OS X screen sharing is good if you have a fast connection. But if you’re tethered to a 3G connection and your home broadband only has 400kb/s upstream, it is VERY slow. RealVNC has a server for OS X, I’m surprised it took me this long to notice. The free license allows 5 machines. I love the RealVNC app on iOS, now I just VPN to home and use the iOS app. The connection auto-figures-out the speed and adjusts the quality accordingly.

February 6, 2014

well that was fast

calepin is nice, but it seems it’s not really supported anymore.

So I ventured to run pelican myself on sdf. Alas the VHOST and DNS memberships don’t offer much in the flexibility department. Reading on the webs looks like most people (markdown bloggers) gravitate towards jekyll and even octopress. So here I am. I had to convert my posts from scriptog.am / calepin / pelican format to something with a YAML front matter.

This worked:

{% highlight bash %}

#!/bin/bash

Mac OS X .. ymmv

for i in $1/*.md; do sed -i ’ -e s/Tags:/tags:/’
-e s/Title:/title:/’
-e s/Date:/date:/’
-e /title:/i’$’’‘—’
-e /title:/i’$’‘’layout: single’
-e /tags:/a’$’’‘—’ $i” done {% endhighlight %}

February 6, 2014

stupid JBOD

I own a 4 * SATA to USB disk enclosure, this one. It was great until I plugged it into 220V without switching the power supply, oops. Now it’s a door stop. One of the disks was hosting our iTunes library, so obviously I required access to that one disk. This particular model supports RAID configs. To do this, it adds an abstraction layer between the USB controller and the SATA, to turn multiple disks to one (it is a JBOD after all). I ran into problems when I used my portable SATA to USB cable to mount it on my Mac Mini server. Didn’t mount. Seems this abstraction layer formats the disks (even if they’re not setup as RAID) using a hybrid partition table. fdisk shows it as EE (protected partition or something). This post saved the day. I was sweating a little bit until I found the answer.

February 4, 2014

going down the markdown hole

Remember when I said I was going to start using markdown, well that idea ended up changing everything about how I blog.
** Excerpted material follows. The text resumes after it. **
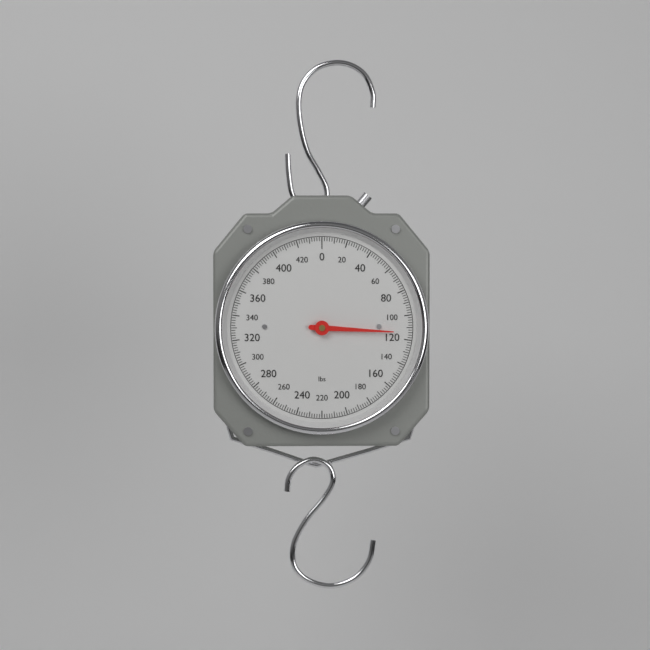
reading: 114 lbs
I was looking to simplify, boy did I ever. I can write and publish an article with vim now. Here’s how I did it.

Platform

Blogger is great. .. Blogger is great if you use a web browser on a non-mobile device. Sure they have an iOS app, but it sucks. The web interface to create posts and manage the blog is useless on iOS. I tried writing posts in plain text before copy/pasting into blogger, but then I have to markup the links, and that’s annoying. What I’m trying to say is blogger sucks.
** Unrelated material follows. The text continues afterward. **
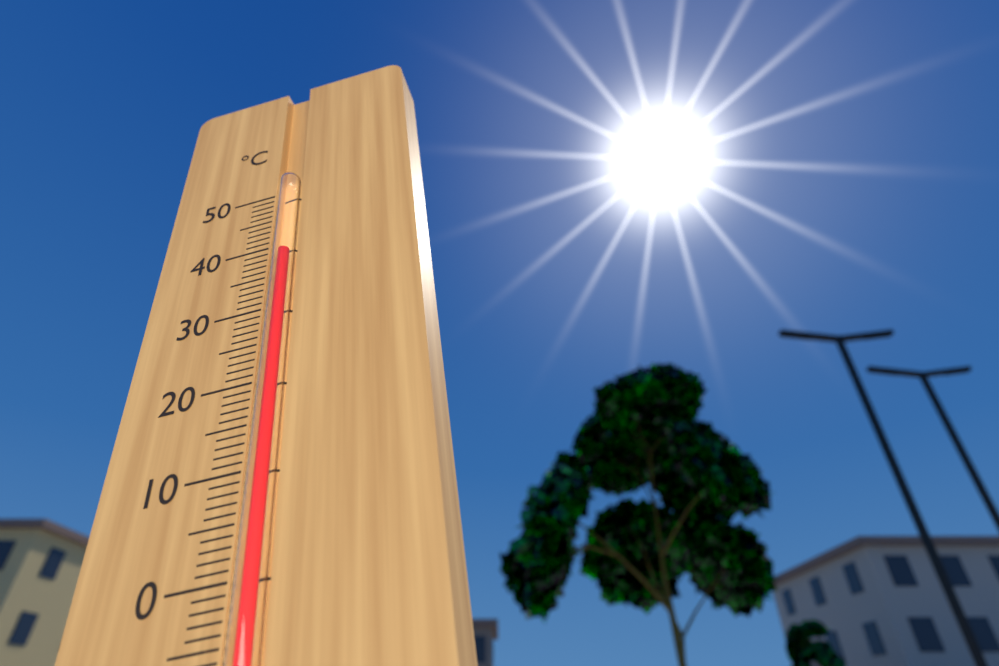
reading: 39 °C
I want to be able to use vim to write a blog post. I want to be able to start writing somewhere and finish somewhere else. I want to be able to make the posts rich without using stupid wysiwyg toolbars. Enter Dropbox and markdown. Markdown allows me to markup everything easily, in plain text. Doesn’t matter what editor you’re using, it will always generate the same HTML. I save the posts to a folder in dropbox so they’re available everywhere.
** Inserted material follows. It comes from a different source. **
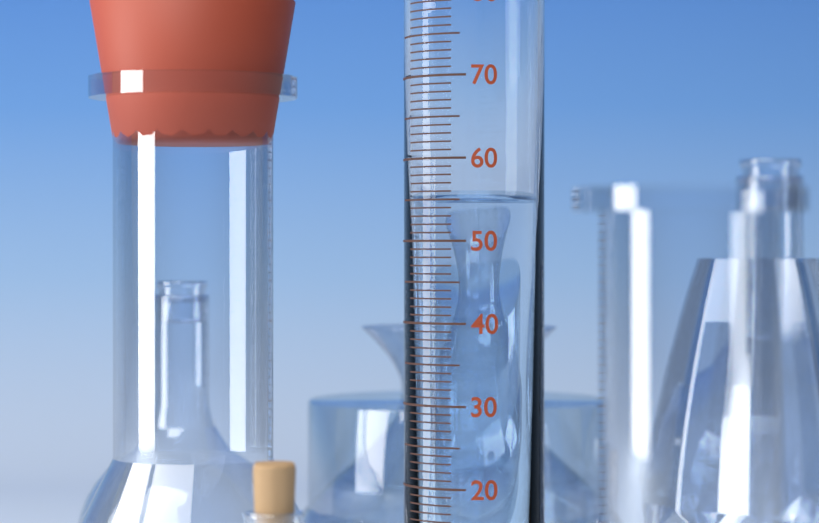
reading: 55 ml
Great, I can write posts, how do I publish them and where do they get published? I had 2 choices: http://scriptogr.am and http://calepin.co. They both essentially do the same thing, take markdown formatted text files in Dropbox and generate a static blog from them. Scriptogr.am has more features, but Calepin is simple and elegant. Calepin’s backend is also open source, in case I have to move. I like that I can’t change the theme, one less thing to worry about. Good, now we’re in Calepin, how did I move my stuff from blogger?

Convert

I had to convert the blog (again). I took the Atom feed provided by blogger and threw it in this script. I changed the date format a bit to include the time. It wasn’t perfect, I had to modify a couple posts for formatting. This generated about 500 files. Copy to Dropbox .. done.

Writing tools

Now I can use pretty much anything to write a post. As long as it ends up in Dropbox, it’ll get posted. Byword has good markdown support, a bit clunky though. Daedalus is a great way of dealing with text files. It’s not perfect yet, but it’s the first app that I’m actively submitting bugs for since I really like it. I can use vim to create posts if I feel like it. Dropbox obviously is where all the posts end up. Safe, backed up to the cloud.